Even though faith is a means of acquiring information, science and faith will never be one, so reading that first post I already felt sorry about you wasting so much of your precious energy and time. Science deals in empirical, quantitative things that are perceptible and reside within observable reality. Faith deals in qualitative things (like love), absolutes and beyond the realm of 5 senses. You can't measure or empirically observe any of that. So it's like apples and oranges.
Religion deals with both. Christian Chat deals with both.
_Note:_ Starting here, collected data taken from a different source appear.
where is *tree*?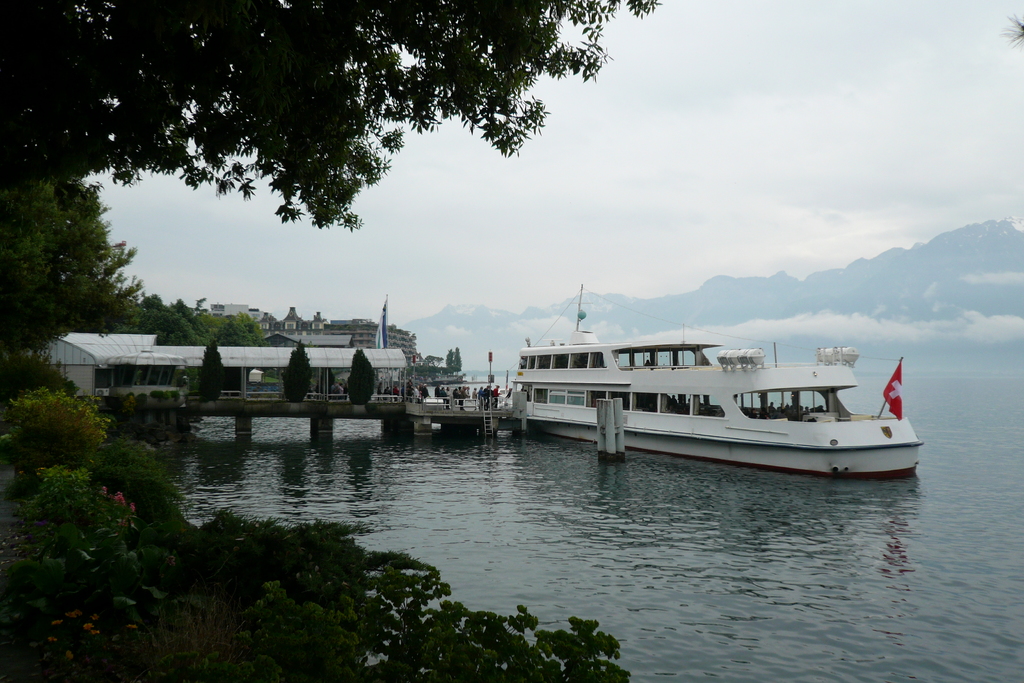
left=140, top=294, right=200, bottom=330.
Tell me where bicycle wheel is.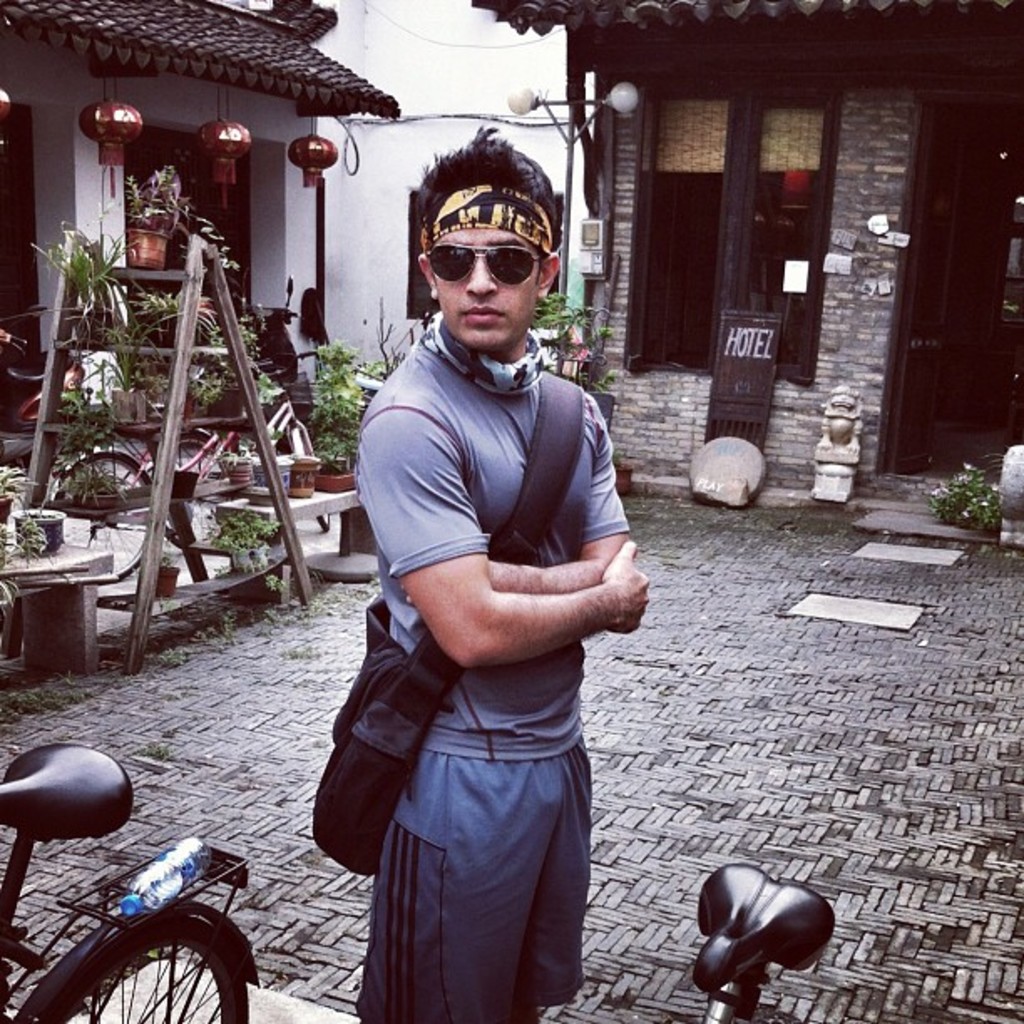
bicycle wheel is at Rect(18, 917, 249, 1022).
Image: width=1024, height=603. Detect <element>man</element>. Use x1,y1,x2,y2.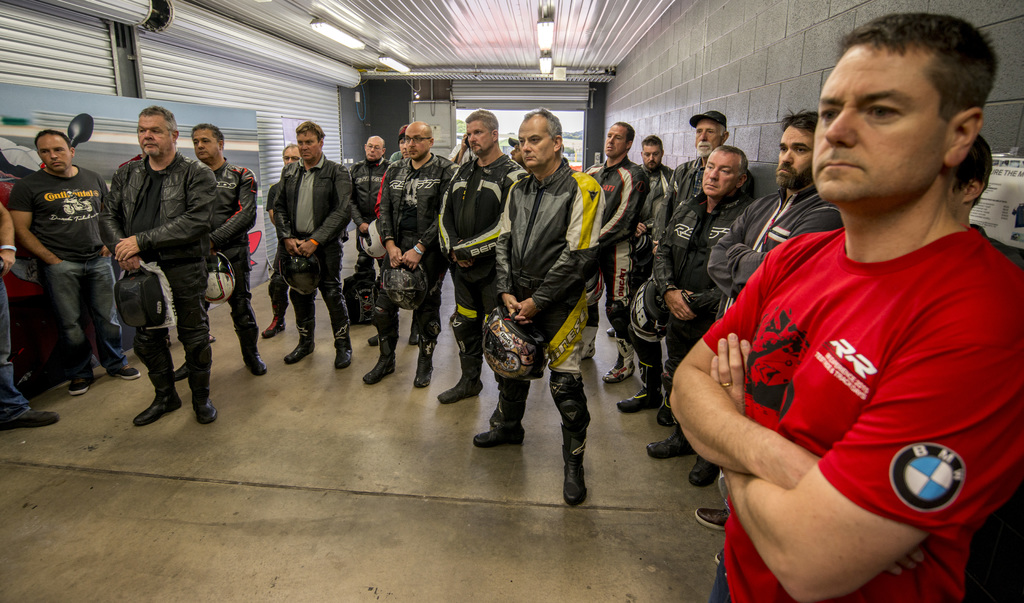
467,110,607,502.
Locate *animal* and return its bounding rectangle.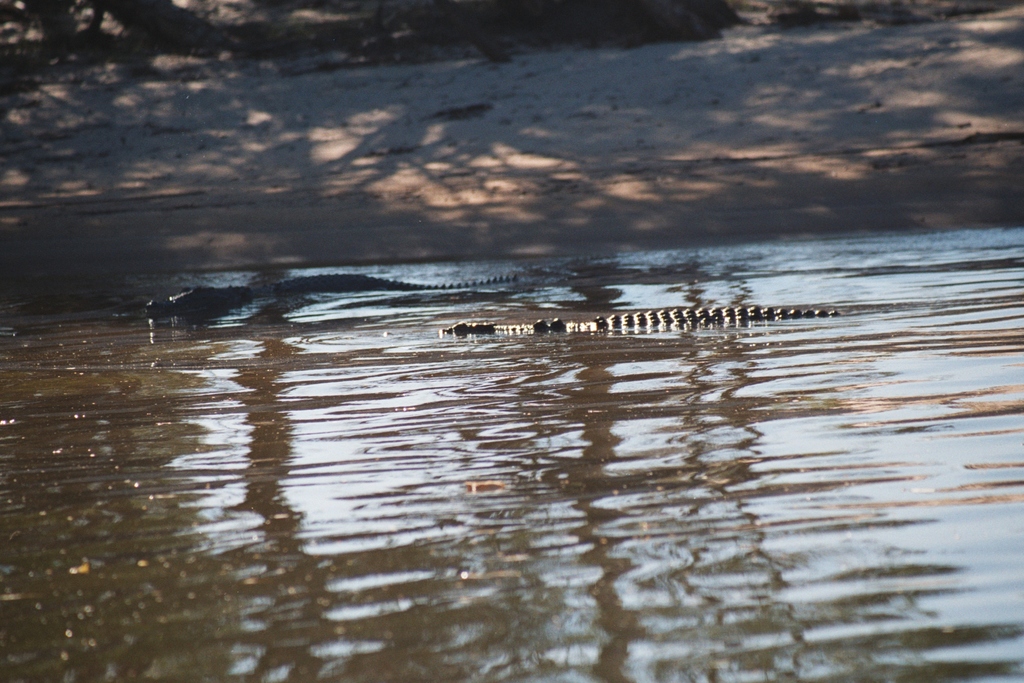
[438, 305, 845, 332].
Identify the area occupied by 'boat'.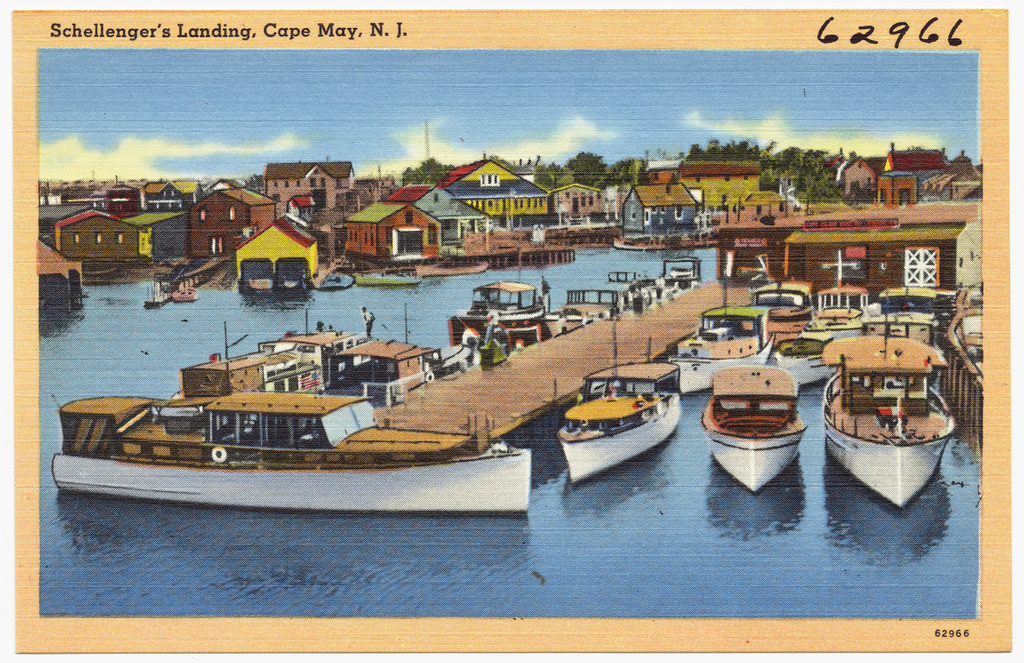
Area: x1=409 y1=257 x2=489 y2=277.
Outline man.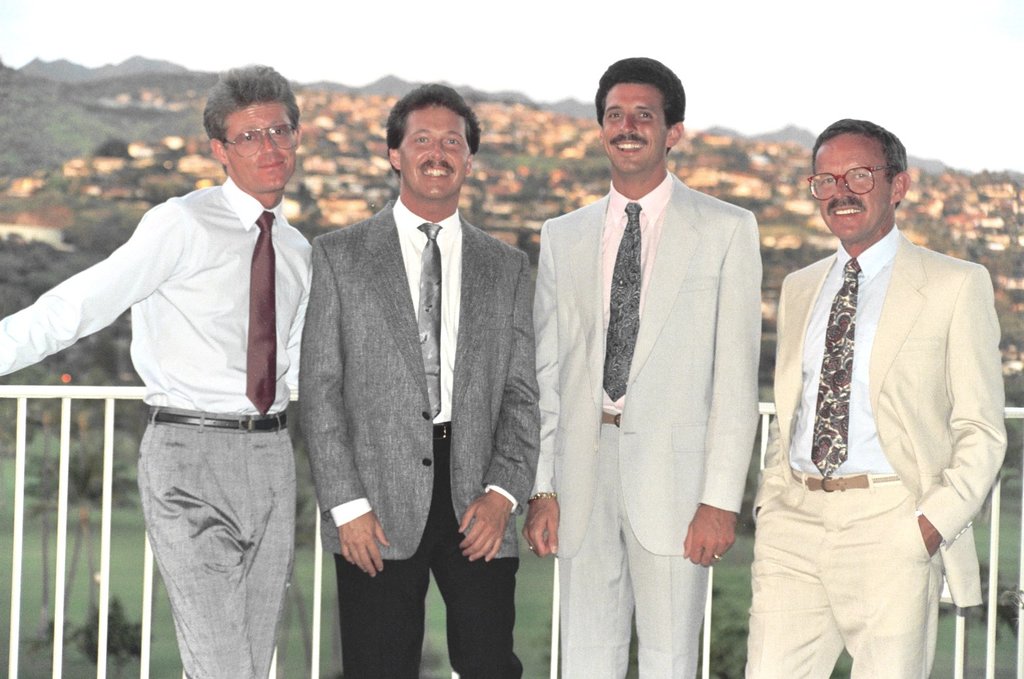
Outline: bbox=[535, 55, 766, 678].
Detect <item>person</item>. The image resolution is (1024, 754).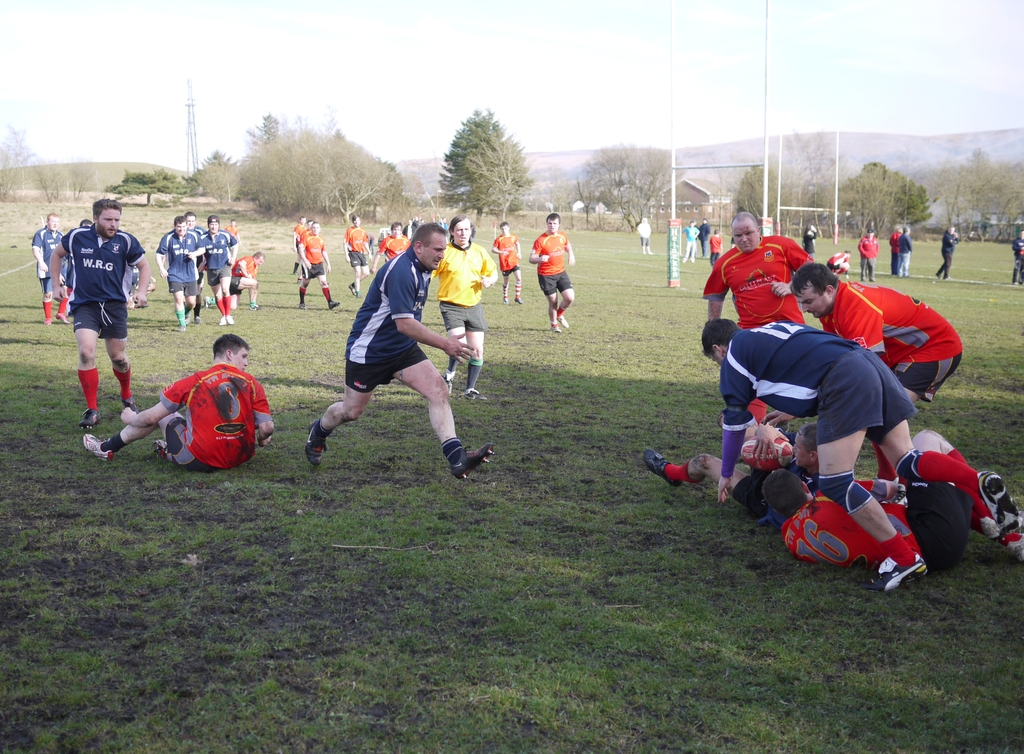
pyautogui.locateOnScreen(419, 208, 490, 402).
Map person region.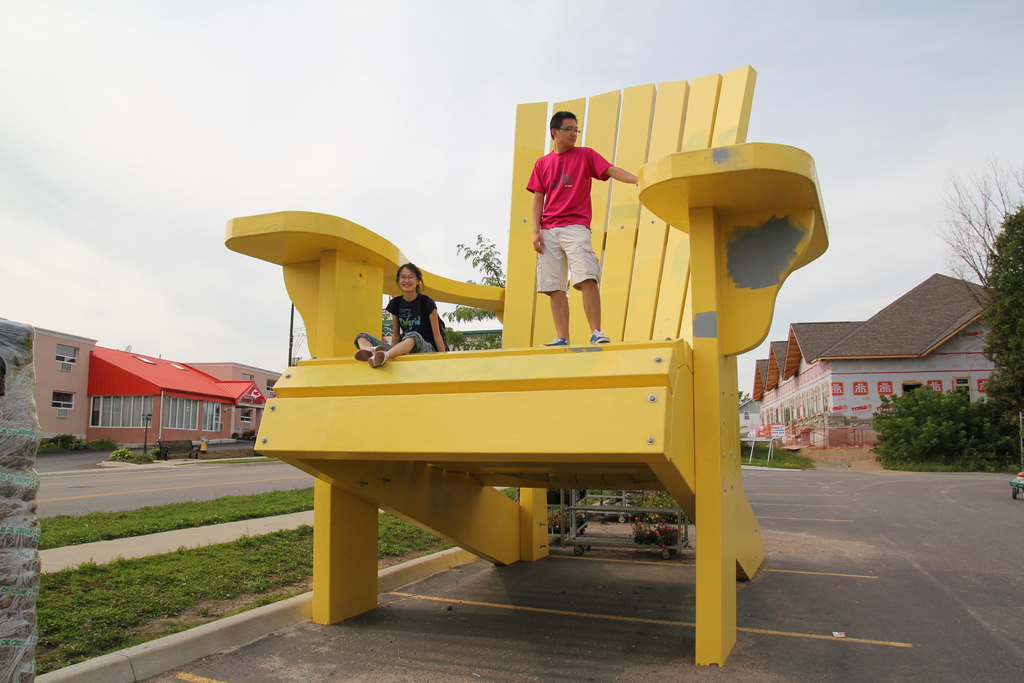
Mapped to 354 261 450 363.
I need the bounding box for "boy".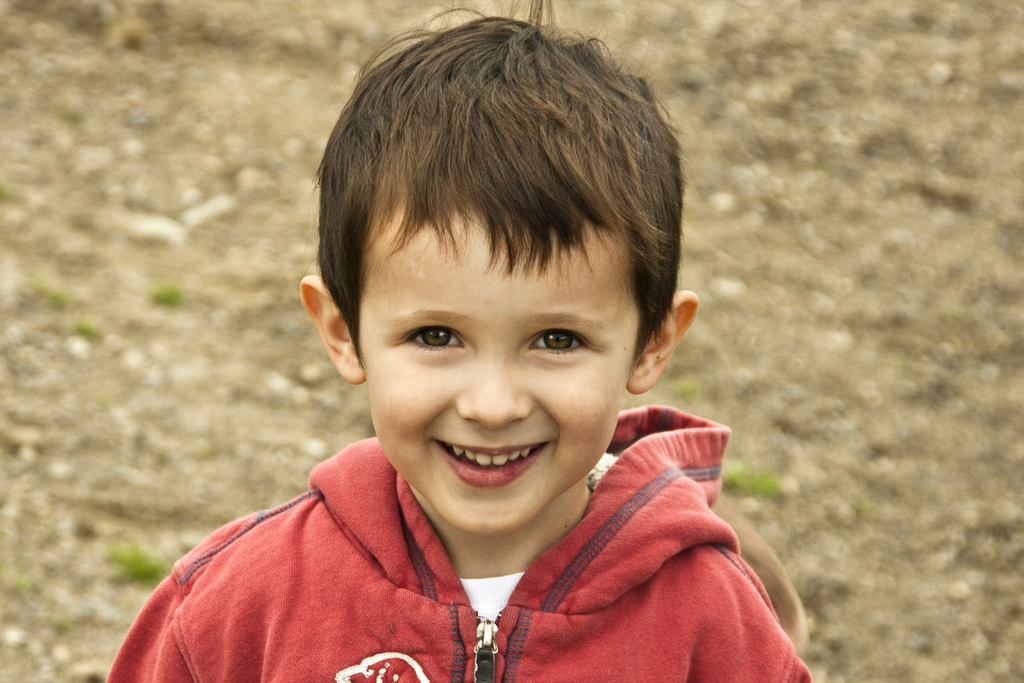
Here it is: 98/0/814/682.
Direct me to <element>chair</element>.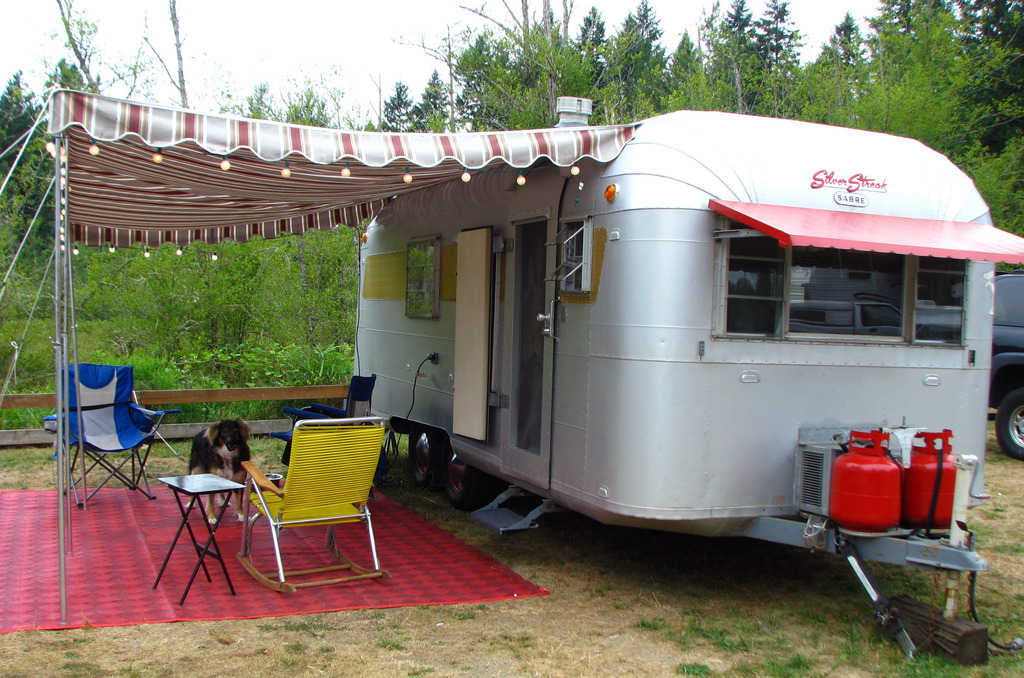
Direction: region(39, 362, 164, 510).
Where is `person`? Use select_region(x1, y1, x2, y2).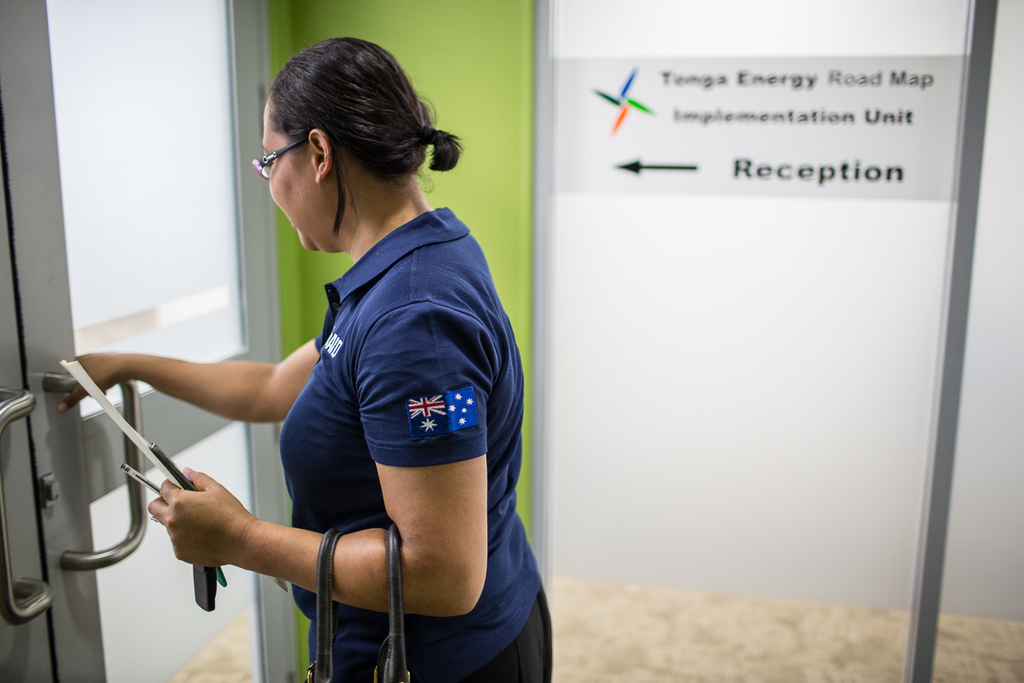
select_region(52, 36, 552, 682).
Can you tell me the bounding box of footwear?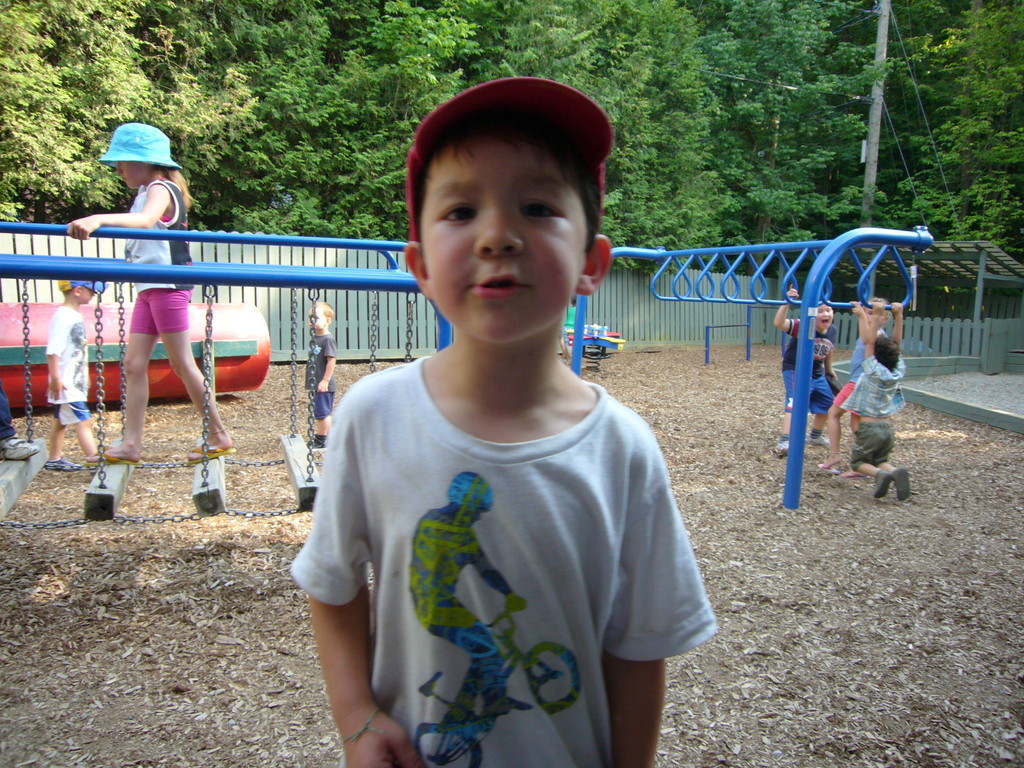
bbox=[815, 463, 840, 475].
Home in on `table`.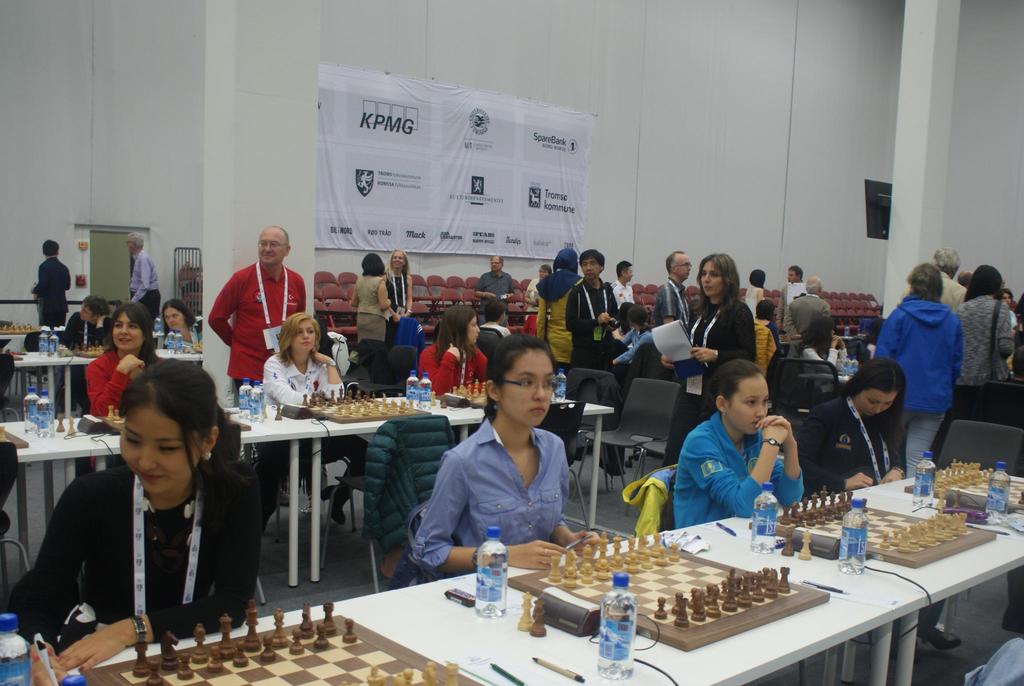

Nobody can explain a koan in words. What I noticed is that your general approach to these matters overall is extremely cerebral and with a logical mind. So reading your post, I perceived that you do not speak like a zen master or even a student. That's all. You're trying to grapple these things with your brain because you think your brain must be smarter than this ole religious thing. But good luck employing that approach with a Zen koan (or the Bible), you will just exhaust yourself but never be enlightened.
I have been classifying myself as a scientist. Combining that with some equivalent of zen mastery is an appealing idea that has already occurred to me. Such mastery takes practice. Other than direct science what I have been doing is some type of practice.
What you described in your initial post is amalgamation of different belief systems into one, and this is called religious syncretism. As you must be aware, this is nothing new under the sun. I also noticed how you seem to assert that you know math better than all Christians and have scientific authority, you speak as if there were never Christians who were scientists or mathematicians.
I am quite aware of religious syncretism since it is ubiquitous in my study of religion. My assertion about being better at math has nothing specifically to do with Christians. To the best of my knowledge, I know the math specific to the mathematical reduction of reality better than everybody else in the world. There may be someone else out there who is better, but I doubt it, because they are too likely to have come to my notice. There are just too many important scientific problems that I have tentatively solved without seeing other people being near solving them. Being an autodidact I am not blocked by the standard dogmas. Being in the realm beyond the standard dogmas is also why I am unpublished. I am overwhelmed by the problem of moving many tentative solutions to formally solved ones. At UC-Berkeley this has been called the "orthogonality" problem. My specialty is "orthogonal" to how academics normally define specialties.